Latitude: 56.2034 / 56°12'12"N
Longitude: -3.1352 / 3°8'6"W
OS Eastings: 329672
OS Northings: 701779
OS Grid: NO296017
Mapcode National: GBR 2B.F3MG
Mapcode Global: WH6RG.TB7R
Plus Code: 9C8R6V37+9W
Entry Name: Laurel Bank Hotel, Balbirnie Street, Markinch
Listing Name: Balbirnie Street and Betson Street, Laurel Bank Hotel with Boundary Walls
Listing Date: 1 March 1996
Category: C
Source: Historic Scotland
Source ID: 389239
Historic Scotland Designation Reference: LB42934
Building Class: Cultural
ID on this website: 200389239
Location: Markinch
County: Fife
Town: Markinch
Electoral Ward: Glenrothes North, Leslie and Markinch
Traditional County: Fife
Tagged with: Hotel building
Early 19th century with James Gillespie & Scott addition and alterations 1903, 1909 and 1931; further out-of-character modern additions. Original 2-storey, 3-bay house on corner site with large house adjoining to S, all converted to hotel (probably 1931). Earlier building harled with some stone margins, base and eaves courses. Later building of squared rubble with polished ashlar dressings. Chamfered cill courses and eaves cornice; stone parapets with urn balusters, square and curvilinear corner piers, and ball, spike, floreate and thistle finials. Chamfered arrises and stone mullions.
CIRCA 1800 HOUSE:
N (ENTRANCE) ELEVATION: symmetrical, bays grouped toward centre. Door at centre with modern timber canopy obscuring pilastered and corniced doorcase, windows in flanking bays and regular windows at 1st floor. Ropework detail scrolled-skewputts to right and left. (Flat-roofed extension to outer left not included in listing).
W ELEVATION: gable to left with door at ground right and window above; slightly lower wing to right with window at ground and 1st floor. (Stepped, flat-roofed extension beyond adjoining rear of later building not included in this listing).
1903 BUILDING:
E (PRINCIPAL) ELEVATION: ground floor of rectangular block to left with step up to almost full-width advanced quadripartite window on slightly advanced centrepiece with windows on return to right and left (latter converted as door); 1st floor as ground but with windows to both returns and stone balustraded parapet above with square dies and ball finials, dies scroll-flanked with pyramidal finials to rear: ball finialled skewputts to outer right and left. Lower and slightly advanced gable clasping corner to right with full-height canted window below stone balustraded parapet; thistle finial to gablehead and floreate skewputts. Flat-roofed extension to outer right obscuring all but gablehead and stack of recessed E elevation of earlier building.
W ELEVATION: largely obscured by modern extensions; 1st floor with projecting round landing tower (originally cantilevred) at centre with tripartite window and ogee roof with cast-iron finial. Modern flat-roofed extension to right clutching SW corner (originally window), obscured to left (originally small bipartite window). Small rooflight and ball finial skewputts to right and left.
Mainly plate glass glazing in timber sash and case windows. Upper sashes of quadripartite and return windows to E with fine leaded and coloured glass of various Art Nouveau designs; stair windows also coloured and leaded. Ground floor to N and W with plate glass glazing in fixed windows, 1st floor right to W with top-opening modern window. Graded grey slates. Coped ashlar stacks with some cans, ashlar coped skews, skewputts and finials. Square-section gutters with cast-iron downpipes, decorative rainwater hoppers and brackets.
BOUNDARY WALLS: low coped rubble boundary walls.
Comprised of 3 different but interesting blocks, Laurel Bank is focally sited on the square; its character could be improved by the removal of the flat-roofed modern additions. It is first mentioned in the Valuation Roll of 1893, owned by Adam Carmichael of Bridge of Allan and occupied by John Dixon papermaker. Soon after Provost Dixon, who presented the burgh with a public park in 1919, commissioned James Gillespie & Scott to build a large additional wing with principal rooms of billiard room and dining room at ground below drawing room and bedroom at 1st floor. Sectional drawings detail Greek-key panelling and timber over mantle with flanking windows in recessed alcove to S for the billiard room, and panelled and balustered scale-and-platt stair with finialled newels. Exterior detail to the W elevation included a low centre gable with ball-finialled skewputts and small round-headed windows flanking a hidden stack which curves around a pilastered datestone (1903) and gablehead arrow slit (the latter just visible today). Gillespie & Scott?s design extended to a formal garden with croquet and tennis lawns and a highly decorated cast-iron gate with flanking, ball-finialled gatepiers. Laurel Bank was converted to a "Temperance Hotel" in 1945 and altered again in 1960 by the Markinch and District Co-operative Society.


# [Problem details]
Write the full listing out again, keeping every line exactly as it is.

# [Records provided]
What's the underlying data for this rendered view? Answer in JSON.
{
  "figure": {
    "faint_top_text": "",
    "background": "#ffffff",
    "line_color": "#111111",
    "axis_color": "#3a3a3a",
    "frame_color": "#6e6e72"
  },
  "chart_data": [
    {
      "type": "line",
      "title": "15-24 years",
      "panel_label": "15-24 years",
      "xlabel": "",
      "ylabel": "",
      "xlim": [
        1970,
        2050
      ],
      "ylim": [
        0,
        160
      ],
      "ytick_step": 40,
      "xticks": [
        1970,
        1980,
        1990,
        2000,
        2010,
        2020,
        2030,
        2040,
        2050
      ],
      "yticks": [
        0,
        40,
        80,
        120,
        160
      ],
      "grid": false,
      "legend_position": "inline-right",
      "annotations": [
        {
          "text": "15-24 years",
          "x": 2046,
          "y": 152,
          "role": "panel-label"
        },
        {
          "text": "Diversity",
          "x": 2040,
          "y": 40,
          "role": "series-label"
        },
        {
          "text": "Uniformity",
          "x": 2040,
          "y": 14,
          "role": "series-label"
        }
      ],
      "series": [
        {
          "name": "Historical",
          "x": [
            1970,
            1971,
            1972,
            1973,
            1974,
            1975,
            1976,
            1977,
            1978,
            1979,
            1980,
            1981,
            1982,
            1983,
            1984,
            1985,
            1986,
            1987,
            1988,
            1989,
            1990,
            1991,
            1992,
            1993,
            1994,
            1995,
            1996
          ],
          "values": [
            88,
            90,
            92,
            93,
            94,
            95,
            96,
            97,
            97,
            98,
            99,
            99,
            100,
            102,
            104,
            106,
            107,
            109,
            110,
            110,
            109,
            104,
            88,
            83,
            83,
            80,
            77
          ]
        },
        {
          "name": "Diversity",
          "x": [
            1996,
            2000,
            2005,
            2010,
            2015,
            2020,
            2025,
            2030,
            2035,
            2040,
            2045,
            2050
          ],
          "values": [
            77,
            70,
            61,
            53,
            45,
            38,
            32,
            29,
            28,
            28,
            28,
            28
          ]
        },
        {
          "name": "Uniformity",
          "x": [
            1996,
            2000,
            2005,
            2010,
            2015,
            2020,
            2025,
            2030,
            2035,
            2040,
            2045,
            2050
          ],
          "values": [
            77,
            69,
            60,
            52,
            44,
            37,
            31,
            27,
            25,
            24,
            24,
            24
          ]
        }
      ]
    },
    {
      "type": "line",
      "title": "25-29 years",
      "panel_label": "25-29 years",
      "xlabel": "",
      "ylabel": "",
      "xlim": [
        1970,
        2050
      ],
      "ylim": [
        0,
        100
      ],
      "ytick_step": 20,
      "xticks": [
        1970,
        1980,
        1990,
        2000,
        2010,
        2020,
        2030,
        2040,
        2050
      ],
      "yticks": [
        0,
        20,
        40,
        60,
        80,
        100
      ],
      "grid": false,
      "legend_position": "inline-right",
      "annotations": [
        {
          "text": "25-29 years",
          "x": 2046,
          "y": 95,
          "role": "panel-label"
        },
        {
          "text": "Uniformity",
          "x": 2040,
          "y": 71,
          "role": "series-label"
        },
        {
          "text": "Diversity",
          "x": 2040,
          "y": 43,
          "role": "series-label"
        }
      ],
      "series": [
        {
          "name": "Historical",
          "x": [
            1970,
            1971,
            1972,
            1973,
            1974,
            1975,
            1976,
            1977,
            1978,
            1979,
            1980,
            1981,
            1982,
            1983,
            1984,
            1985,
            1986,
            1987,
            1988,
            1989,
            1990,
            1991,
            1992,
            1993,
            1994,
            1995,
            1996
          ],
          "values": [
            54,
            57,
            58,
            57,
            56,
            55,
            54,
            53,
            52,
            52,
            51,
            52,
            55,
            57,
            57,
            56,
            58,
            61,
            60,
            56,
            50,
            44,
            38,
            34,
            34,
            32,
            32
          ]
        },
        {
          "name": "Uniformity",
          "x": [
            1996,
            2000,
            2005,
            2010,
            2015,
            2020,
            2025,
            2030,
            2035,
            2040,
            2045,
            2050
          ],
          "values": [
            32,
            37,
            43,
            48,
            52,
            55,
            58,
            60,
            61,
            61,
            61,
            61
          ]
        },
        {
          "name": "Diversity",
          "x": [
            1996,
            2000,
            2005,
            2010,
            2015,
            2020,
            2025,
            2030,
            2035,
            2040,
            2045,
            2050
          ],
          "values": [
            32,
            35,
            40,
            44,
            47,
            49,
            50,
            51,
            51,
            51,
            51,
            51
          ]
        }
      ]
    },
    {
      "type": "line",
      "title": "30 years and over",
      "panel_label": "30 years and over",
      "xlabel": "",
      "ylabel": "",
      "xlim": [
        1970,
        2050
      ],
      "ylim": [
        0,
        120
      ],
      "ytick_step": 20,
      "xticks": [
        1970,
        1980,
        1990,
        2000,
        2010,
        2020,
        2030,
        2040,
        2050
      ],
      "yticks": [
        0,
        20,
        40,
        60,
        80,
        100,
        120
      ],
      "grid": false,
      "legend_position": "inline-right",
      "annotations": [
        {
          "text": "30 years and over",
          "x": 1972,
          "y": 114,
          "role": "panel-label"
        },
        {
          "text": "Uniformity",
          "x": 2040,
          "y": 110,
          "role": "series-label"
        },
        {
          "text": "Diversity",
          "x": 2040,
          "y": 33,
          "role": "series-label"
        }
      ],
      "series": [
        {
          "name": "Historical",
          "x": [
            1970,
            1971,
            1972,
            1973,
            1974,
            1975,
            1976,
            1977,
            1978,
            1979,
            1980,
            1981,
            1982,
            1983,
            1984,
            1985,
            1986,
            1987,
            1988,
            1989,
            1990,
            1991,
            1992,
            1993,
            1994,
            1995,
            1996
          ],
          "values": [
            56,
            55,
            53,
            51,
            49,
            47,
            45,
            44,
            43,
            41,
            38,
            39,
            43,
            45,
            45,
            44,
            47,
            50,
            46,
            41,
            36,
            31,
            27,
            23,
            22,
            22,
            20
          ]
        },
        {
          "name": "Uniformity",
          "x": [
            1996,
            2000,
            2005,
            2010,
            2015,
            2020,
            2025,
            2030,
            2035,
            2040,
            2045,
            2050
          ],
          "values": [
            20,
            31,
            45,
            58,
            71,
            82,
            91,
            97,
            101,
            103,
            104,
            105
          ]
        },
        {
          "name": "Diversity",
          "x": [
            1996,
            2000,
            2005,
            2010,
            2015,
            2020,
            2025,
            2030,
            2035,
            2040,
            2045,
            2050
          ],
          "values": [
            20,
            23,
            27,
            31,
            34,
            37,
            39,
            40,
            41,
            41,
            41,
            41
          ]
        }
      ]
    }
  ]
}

# [Response area]
What's the underlying data for this rendered view? Answer in JSON.
{
  "figure": {
    "faint_top_text": "",
    "background": "#ffffff",
    "line_color": "#111111",
    "axis_color": "#3a3a3a",
    "frame_color": "#6e6e72"
  },
  "chart_data": [
    {
      "type": "line",
      "title": "15-24 years",
      "panel_label": "15-24 years",
      "xlabel": "",
      "ylabel": "",
      "xlim": [
        1970,
        2050
      ],
      "ylim": [
        0,
        160
      ],
      "ytick_step": 40,
      "xticks": [
        1970,
        1980,
        1990,
        2000,
        2010,
        2020,
        2030,
        2040,
        2050
      ],
      "yticks": [
        0,
        40,
        80,
        120,
        160
      ],
      "grid": false,
      "legend_position": "inline-right",
      "annotations": [
        {
          "text": "15-24 years",
          "x": 2046,
          "y": 152,
          "role": "panel-label"
        },
        {
          "text": "Diversity",
          "x": 2040,
          "y": 40,
          "role": "series-label"
        },
        {
          "text": "Uniformity",
          "x": 2040,
          "y": 14,
          "role": "series-label"
        }
      ],
      "series": [
        {
          "name": "Historical",
          "x": [
            1970,
            1971,
            1972,
            1973,
            1974,
            1975,
            1976,
            1977,
            1978,
            1979,
            1980,
            1981,
            1982,
            1983,
            1984,
            1985,
            1986,
            1987,
            1988,
            1989,
            1990,
            1991,
            1992,
            1993,
            1994,
            1995,
            1996
          ],
          "values": [
            88,
            90,
            92,
            93,
            94,
            95,
            96,
            97,
            97,
            98,
            99,
            99,
            100,
            102,
            104,
            106,
            107,
            109,
            110,
            110,
            109,
            104,
            88,
            83,
            83,
            80,
            77
          ]
        },
        {
          "name": "Diversity",
          "x": [
            1996,
            2000,
            2005,
            2010,
            2015,
            2020,
            2025,
            2030,
            2035,
            2040,
            2045,
            2050
          ],
          "values": [
            77,
            70,
            61,
            53,
            45,
            38,
            32,
            29,
            28,
            28,
            28,
            28
          ]
        },
        {
          "name": "Uniformity",
          "x": [
            1996,
            2000,
            2005,
            2010,
            2015,
            2020,
            2025,
            2030,
            2035,
            2040,
            2045,
            2050
          ],
          "values": [
            77,
            69,
            60,
            52,
            44,
            37,
            31,
            27,
            25,
            24,
            24,
            24
          ]
        }
      ]
    },
    {
      "type": "line",
      "title": "25-29 years",
      "panel_label": "25-29 years",
      "xlabel": "",
      "ylabel": "",
      "xlim": [
        1970,
        2050
      ],
      "ylim": [
        0,
        100
      ],
      "ytick_step": 20,
      "xticks": [
        1970,
        1980,
        1990,
        2000,
        2010,
        2020,
        2030,
        2040,
        2050
      ],
      "yticks": [
        0,
        20,
        40,
        60,
        80,
        100
      ],
      "grid": false,
      "legend_position": "inline-right",
      "annotations": [
        {
          "text": "25-29 years",
          "x": 2046,
          "y": 95,
          "role": "panel-label"
        },
        {
          "text": "Uniformity",
          "x": 2040,
          "y": 71,
          "role": "series-label"
        },
        {
          "text": "Diversity",
          "x": 2040,
          "y": 43,
          "role": "series-label"
        }
      ],
      "series": [
        {
          "name": "Historical",
          "x": [
            1970,
            1971,
            1972,
            1973,
            1974,
            1975,
            1976,
            1977,
            1978,
            1979,
            1980,
            1981,
            1982,
            1983,
            1984,
            1985,
            1986,
            1987,
            1988,
            1989,
            1990,
            1991,
            1992,
            1993,
            1994,
            1995,
            1996
          ],
          "values": [
            54,
            57,
            58,
            57,
            56,
            55,
            54,
            53,
            52,
            52,
            51,
            52,
            55,
            57,
            57,
            56,
            58,
            61,
            60,
            56,
            50,
            44,
            38,
            34,
            34,
            32,
            32
          ]
        },
        {
          "name": "Uniformity",
          "x": [
            1996,
            2000,
            2005,
            2010,
            2015,
            2020,
            2025,
            2030,
            2035,
            2040,
            2045,
            2050
          ],
          "values": [
            32,
            37,
            43,
            48,
            52,
            55,
            58,
            60,
            61,
            61,
            61,
            61
          ]
        },
        {
          "name": "Diversity",
          "x": [
            1996,
            2000,
            2005,
            2010,
            2015,
            2020,
            2025,
            2030,
            2035,
            2040,
            2045,
            2050
          ],
          "values": [
            32,
            35,
            40,
            44,
            47,
            49,
            50,
            51,
            51,
            51,
            51,
            51
          ]
        }
      ]
    },
    {
      "type": "line",
      "title": "30 years and over",
      "panel_label": "30 years and over",
      "xlabel": "",
      "ylabel": "",
      "xlim": [
        1970,
        2050
      ],
      "ylim": [
        0,
        120
      ],
      "ytick_step": 20,
      "xticks": [
        1970,
        1980,
        1990,
        2000,
        2010,
        2020,
        2030,
        2040,
        2050
      ],
      "yticks": [
        0,
        20,
        40,
        60,
        80,
        100,
        120
      ],
      "grid": false,
      "legend_position": "inline-right",
      "annotations": [
        {
          "text": "30 years and over",
          "x": 1972,
          "y": 114,
          "role": "panel-label"
        },
        {
          "text": "Uniformity",
          "x": 2040,
          "y": 110,
          "role": "series-label"
        },
        {
          "text": "Diversity",
          "x": 2040,
          "y": 33,
          "role": "series-label"
        }
      ],
      "series": [
        {
          "name": "Historical",
          "x": [
            1970,
            1971,
            1972,
            1973,
            1974,
            1975,
            1976,
            1977,
            1978,
            1979,
            1980,
            1981,
            1982,
            1983,
            1984,
            1985,
            1986,
            1987,
            1988,
            1989,
            1990,
            1991,
            1992,
            1993,
            1994,
            1995,
            1996
          ],
          "values": [
            56,
            55,
            53,
            51,
            49,
            47,
            45,
            44,
            43,
            41,
            38,
            39,
            43,
            45,
            45,
            44,
            47,
            50,
            46,
            41,
            36,
            31,
            27,
            23,
            22,
            22,
            20
          ]
        },
        {
          "name": "Uniformity",
          "x": [
            1996,
            2000,
            2005,
            2010,
            2015,
            2020,
            2025,
            2030,
            2035,
            2040,
            2045,
            2050
          ],
          "values": [
            20,
            31,
            45,
            58,
            71,
            82,
            91,
            97,
            101,
            103,
            104,
            105
          ]
        },
        {
          "name": "Diversity",
          "x": [
            1996,
            2000,
            2005,
            2010,
            2015,
            2020,
            2025,
            2030,
            2035,
            2040,
            2045,
            2050
          ],
          "values": [
            20,
            23,
            27,
            31,
            34,
            37,
            39,
            40,
            41,
            41,
            41,
            41
          ]
        }
      ]
    }
  ]
}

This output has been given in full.